The gripes are just as consistent. The one raised most is the lack of usable power down low; until the engine wakes up it feels weak, so ordinary riding means working the gearbox to keep it alive. The riding position takes its share too, aggressive enough that longer stints wear on riders who aren't conditioned for it. Track-focused owners flag the ABS, which stays on with no way to disable it and can step in during hard braking when they would rather it did not. Some feel this version gave up a little of the old top-end ferocity. The instruments draw complaints for looking dated beside rivals, with no fuel gauge at all. And a number return to the price, hard to justify for a bike that only truly comes alive on a circuit.

Known issues

  • EXUP servo motor seizes/sticks

    exhaustoccasional

    The EXUP exhaust valve servo motor can seize or stick, particularly on bikes that sit unused for extended periods. Triggers Error Code 18 on the instrument panel. The valve mechanism that controls exhaust flow optimization becomes inoperable. Failure can occur from corrosion, lack of use, or age.

  • Cold start difficulties / rough idle when cold

    fuel systemoccasional

    The engine can struggle to start or idle rough immediately after cold start, particularly in cold weather. Once up to operating temperature, the issue resolves. Yamaha acknowledged this with a 2017-2018 technical service bulletin (TSB). ECU cold-start enrichment map may need optimization.

The Expert Benchmark

Where this Yamaha YZF-R6 pulls ahead of — or falls behind — its rivals on the numbers, and the typical bike in its class on character.

What kind of bike this is — character vs. the class

This bike Class average

The shape of the Yamaha YZF-R6 — numbers and character vs. the average Supersport

Head-to-head: Yamaha YZF-R6 vs. its rivals

The Handshake Score

Forget spec-sheet bragging. Here's who the YZF-R6 is actually built for.

A scenic view of Angeles Crest Highway winding through rugged Southern California canyon terrain.
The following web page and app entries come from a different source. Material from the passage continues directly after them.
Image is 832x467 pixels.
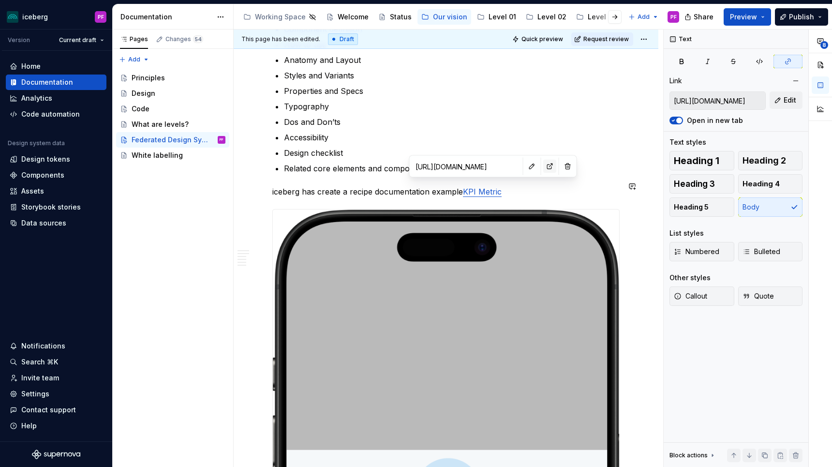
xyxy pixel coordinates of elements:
div: iceberg [22,12,48,22]
span: 54 [193,35,203,43]
a: Design [116,86,229,101]
div: Link [669,76,682,86]
a: Home [6,59,106,74]
div: Pages [120,35,148,43]
button: Add [116,53,152,66]
div: Changes [165,35,203,43]
div: Level 03 [587,12,616,22]
p: Dos and Don’ts [284,116,619,128]
div: Assets [21,186,44,196]
p: Styles and Variants [284,70,619,81]
div: Contact support [21,405,76,414]
div: Block actions [669,448,716,462]
div: List styles [669,228,703,238]
a: Our vision [417,9,471,25]
div: Text styles [669,137,706,147]
span: Current draft [59,36,96,44]
button: Search ⌘K [6,354,106,369]
img: 418c6d47-6da6-4103-8b13-b5999f8989a1.png [7,11,18,23]
a: Welcome [322,9,372,25]
span: Edit [783,95,796,105]
button: icebergPF [2,6,110,27]
a: Assets [6,183,106,199]
div: Status [390,12,411,22]
a: Level 03 [572,9,620,25]
button: Heading 3 [669,174,734,193]
a: Code [116,101,229,117]
div: PF [98,13,104,21]
button: Quote [738,286,803,306]
a: Principles [116,70,229,86]
span: This page has been edited. [241,35,320,43]
div: Documentation [120,12,212,22]
button: Add [625,10,661,24]
p: Properties and Specs [284,85,619,97]
div: White labelling [132,150,183,160]
span: Numbered [673,247,719,256]
a: What are levels? [116,117,229,132]
a: Status [374,9,415,25]
div: Notifications [21,341,65,351]
button: Preview [723,8,771,26]
span: Heading 1 [673,156,719,165]
div: Settings [21,389,49,398]
span: Heading 4 [742,179,779,189]
a: White labelling [116,147,229,163]
p: Anatomy and Layout [284,54,619,66]
a: Design tokens [6,151,106,167]
span: Share [693,12,713,22]
button: Heading 4 [738,174,803,193]
span: Request review [583,35,629,43]
button: Heading 5 [669,197,734,217]
button: Bulleted [738,242,803,261]
a: Documentation [6,74,106,90]
div: Home [21,61,41,71]
a: Level 01 [473,9,520,25]
a: Storybook stories [6,199,106,215]
button: Numbered [669,242,734,261]
button: Contact support [6,402,106,417]
p: Accessibility [284,132,619,143]
div: Level 02 [537,12,566,22]
button: Heading 2 [738,151,803,170]
span: Add [637,13,649,21]
div: Design [132,88,155,98]
div: Design system data [8,139,65,147]
div: Documentation [21,77,73,87]
a: Invite team [6,370,106,385]
a: Components [6,167,106,183]
div: Draft [328,33,358,45]
span: Heading 3 [673,179,715,189]
div: Invite team [21,373,59,382]
div: PF [670,13,676,21]
div: Search ⌘K [21,357,58,366]
div: Block actions [669,451,707,459]
a: Level 02 [522,9,570,25]
p: Typography [284,101,619,112]
button: Callout [669,286,734,306]
div: Page tree [116,70,229,163]
button: Notifications [6,338,106,353]
p: Design checklist [284,147,619,159]
div: Storybook stories [21,202,81,212]
a: Federated Design SystemPF [116,132,229,147]
span: Callout [673,291,707,301]
div: Data sources [21,218,66,228]
button: Current draft [55,33,108,47]
p: Related core elements and components [284,162,619,174]
button: Quick preview [509,32,567,46]
svg: Supernova Logo [32,449,80,459]
span: Bulleted [742,247,780,256]
div: Help [21,421,37,430]
div: Analytics [21,93,52,103]
p: iceberg has create a recipe documentation example [272,186,619,197]
span: Preview [730,12,757,22]
label: Open in new tab [687,116,743,125]
a: Code automation [6,106,106,122]
a: Analytics [6,90,106,106]
div: PF [220,135,223,145]
button: Help [6,418,106,433]
a: KPI Metric [463,187,501,196]
div: Design tokens [21,154,70,164]
span: Quick preview [521,35,563,43]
Rocky mountainsides with golden earth tones frame the asphalt road with tight sweeping curves. Double yellow center line visible, sparse vegetation along the shoulders, clear blue sky with white clouds. Daylight, dry conditions. Iconic location for canyon-road enthusiasts.
Josh Sorenson / Pexels

Best motorcycle for Angeles Crest?

On Angeles Crest this bike is in its element: light, precise and endlessly leanable. Just know it wants revs and commitment, so lazy canyon cruising isn't its language.
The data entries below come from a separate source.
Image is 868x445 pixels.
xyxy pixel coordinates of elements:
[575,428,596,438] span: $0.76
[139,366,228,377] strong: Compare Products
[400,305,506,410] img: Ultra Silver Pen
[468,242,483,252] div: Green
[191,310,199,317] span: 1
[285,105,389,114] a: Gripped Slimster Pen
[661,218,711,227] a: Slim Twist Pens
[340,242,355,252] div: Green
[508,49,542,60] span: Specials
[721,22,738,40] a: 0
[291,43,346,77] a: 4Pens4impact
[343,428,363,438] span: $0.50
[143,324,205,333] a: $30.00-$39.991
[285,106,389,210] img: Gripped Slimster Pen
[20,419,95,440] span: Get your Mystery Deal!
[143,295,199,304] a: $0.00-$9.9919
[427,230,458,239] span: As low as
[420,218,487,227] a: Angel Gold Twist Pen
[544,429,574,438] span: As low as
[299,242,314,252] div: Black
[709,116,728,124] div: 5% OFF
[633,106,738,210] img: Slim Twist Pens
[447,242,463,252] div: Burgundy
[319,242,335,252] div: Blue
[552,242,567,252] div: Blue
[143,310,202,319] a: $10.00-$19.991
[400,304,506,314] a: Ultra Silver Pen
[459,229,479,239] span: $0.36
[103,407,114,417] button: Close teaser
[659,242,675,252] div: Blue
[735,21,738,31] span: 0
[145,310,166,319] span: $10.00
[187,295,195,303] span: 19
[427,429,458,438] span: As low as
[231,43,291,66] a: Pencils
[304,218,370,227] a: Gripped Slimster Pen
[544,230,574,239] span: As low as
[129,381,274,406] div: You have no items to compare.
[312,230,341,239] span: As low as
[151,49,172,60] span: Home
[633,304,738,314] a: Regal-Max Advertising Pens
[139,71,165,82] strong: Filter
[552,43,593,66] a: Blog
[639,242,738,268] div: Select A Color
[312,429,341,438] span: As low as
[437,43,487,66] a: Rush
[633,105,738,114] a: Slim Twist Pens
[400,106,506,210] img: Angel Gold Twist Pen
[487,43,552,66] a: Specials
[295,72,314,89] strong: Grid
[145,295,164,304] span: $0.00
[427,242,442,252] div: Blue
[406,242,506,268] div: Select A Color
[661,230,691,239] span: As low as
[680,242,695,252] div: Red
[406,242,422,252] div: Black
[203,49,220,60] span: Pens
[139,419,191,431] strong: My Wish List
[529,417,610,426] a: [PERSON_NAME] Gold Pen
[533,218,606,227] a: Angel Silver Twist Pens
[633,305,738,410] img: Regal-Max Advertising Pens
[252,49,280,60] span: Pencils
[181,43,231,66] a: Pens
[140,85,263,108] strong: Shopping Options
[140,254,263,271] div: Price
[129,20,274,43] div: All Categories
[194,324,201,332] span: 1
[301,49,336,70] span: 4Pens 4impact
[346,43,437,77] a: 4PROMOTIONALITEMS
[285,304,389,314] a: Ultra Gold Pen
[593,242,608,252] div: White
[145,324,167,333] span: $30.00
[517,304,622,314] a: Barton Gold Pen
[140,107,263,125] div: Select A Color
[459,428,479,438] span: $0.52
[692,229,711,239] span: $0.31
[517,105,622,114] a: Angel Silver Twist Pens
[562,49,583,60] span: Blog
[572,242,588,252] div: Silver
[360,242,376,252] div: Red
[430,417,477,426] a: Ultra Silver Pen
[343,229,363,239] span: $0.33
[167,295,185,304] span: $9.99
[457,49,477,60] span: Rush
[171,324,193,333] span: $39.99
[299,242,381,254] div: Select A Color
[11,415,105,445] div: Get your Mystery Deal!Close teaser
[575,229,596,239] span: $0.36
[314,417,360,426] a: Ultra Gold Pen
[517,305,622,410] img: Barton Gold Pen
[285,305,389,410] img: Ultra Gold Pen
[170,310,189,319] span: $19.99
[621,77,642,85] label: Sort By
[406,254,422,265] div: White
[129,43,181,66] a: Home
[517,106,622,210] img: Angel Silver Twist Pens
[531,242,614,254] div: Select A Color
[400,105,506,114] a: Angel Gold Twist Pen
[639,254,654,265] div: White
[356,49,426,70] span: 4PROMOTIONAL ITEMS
Made for Angeles Crest Highway · Coronado Trail / US 191 · Highway 1 / Big Sur

Best motorcycle for Laguna Seca?

This is exactly what you're after. A pure track tool with surgical turn-in, huge lean angle and a front end that lets you brake deep and nail the apex with confidence.

Made for Barber Motorsports Park · WeatherTech Raceway Laguna Seca · Circuit of the Americas

Best motorcycle for Tail of the Dragon?

For tight work on the Dragon and Blue Ridge it rewards clean inputs and skill over speed. Keep it spinning and it carves the technical stuff beautifully.

Made for Back of the Dragon · Blue Ridge Parkway · Cherohala Skyway

What's new versus the previous generation

If you're cross-shopping the older generation, here's what changed.

Yamaha YZF-R6 (13S)

Previous generation · 2008–2016

Yamaha YZF-R6 (13S)

Track Weapon, Street Optional

Compare to the previous model →

Alternatives to the Yamaha YZF-R6

If this one isn't quite the fit, these are the bikes worth riding back-to-back against it.

Any price note compares both bikes at the same age — the youngest age both have on the used market — against this Yamaha YZF-R6. “cheaper/pricier” is what that bike costs second-hand, not how worn it is.